As the children reached school age, church members covered their tuition costs at Fort Worth Junior Academy. Even with all the help the congregation provided them, at times the children had nothing to eat. Yvonne, the oldest child, remembers they were so embarrassed by not having enough to eat that at school they would go for a walk during lunchtime so none of the other children would know of their plight.
 
Robert Florida, talking to us later, commented that he remembered a church school teacher named Marie Spangler giving him a pair of shoes. Marie and I could not recall the incident, but she did teach in the elementary school in Fort Worth for several months while one of the other teachers took maternity leave.
 
Eventually Robert went to Madison College near Nashville, Tennessee, and met an Australian, Colin Hyde, who arranged for Robert to visit his home on the distant continent. Nellie struggled to see Robert leave home and go so far away. For 24 long years Nellie didn’t see Robert. In every letter he wrote to her, however, he assured her that he still loved the Lord.
 
Robert spent two years with his friend and the friend’s family in Australia, and in 1962 met his future wife, Beverley. He worked at various jobs; and finally, after completing a three-year course, he became a psychiatric nurse. He subsequently served retarded children, worked with nursing management, and did general nursing at Sydney Adventist Hospital.
 
After being awarded a scholarship, he received training as a nurse educator. He subsequently worked as a lecturer at the Newcastle Technical College for two years prior to teaching mathematics, science, and Bible at the local Adventist high school. At the age of 35, and with the help of his wife and family, he studied medicine at Newcastle University, fulfilling a dream given him by Dr. King back in Fort Worth. He spent several years working for the Sydney Adventist Hospital and the associated medical center.
 

Questions for Reflection
 

1. When has someone’s generous gesture reflected God’s care for you? Recall it briefly.

2. What’s the difference between helping the poor in a generic way, and helping a specific individual or family? What are the upsides and downsides in both settings?

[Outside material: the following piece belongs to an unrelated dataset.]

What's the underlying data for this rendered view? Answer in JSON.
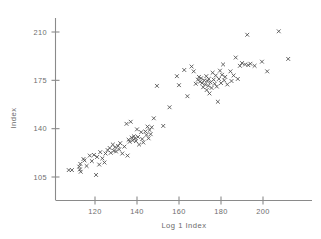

3. Are there people in your congregation for whom you could do some material good? In what ways could you do it in a way that would preserve their self-esteem?

4.
What is it about our society that makes it so easy to be apathetic? List at least five reasons.
 

 

Robert is now in private practice as a family practitioner in Northwest Sydney.Yvonne reminded us that when she was 15 years old she lived in our home for several months, helping to care for Marie when her fractured foot had to be in a cast. This we had also forgotten.

 
Five of the seven Florida children still followed the Lord within the framework of the three angels’ messages.
 
The mother, Nellie, in her 80s, still lived in Fort Worth, and was an active member of that church. For many years she did housework, ironing, etc., to earn her living. Eventually her friends encouraged her to take a course to become a licensed vocational nurse, which she did while working full-time as a nurse’s aide. The church folks occasionally gave her free meals during that time.
 
Where Do We Start?
How do we meet the needs of the poor? By helping one person, one family at a time. What Lila King and others did for the Florida family has spread halfway around the world, and continues still. Danielle Florida, a physician, is married to a minister. Other grandchildren also serve their Lord, sharing with still others what Lila King did for their family.
 
The help given to one family has been multiplied countless times.We cannot aid all the world’s poor all at once, but we can individually take upon our hearts at least one person in need of help. Only eternity will reveal the influence of someone’s action toward even one person in need.
 
____________________________
J. Robert Spangler was editor emeritus of Ministry magazine when a traffic accident took his life in September 1997.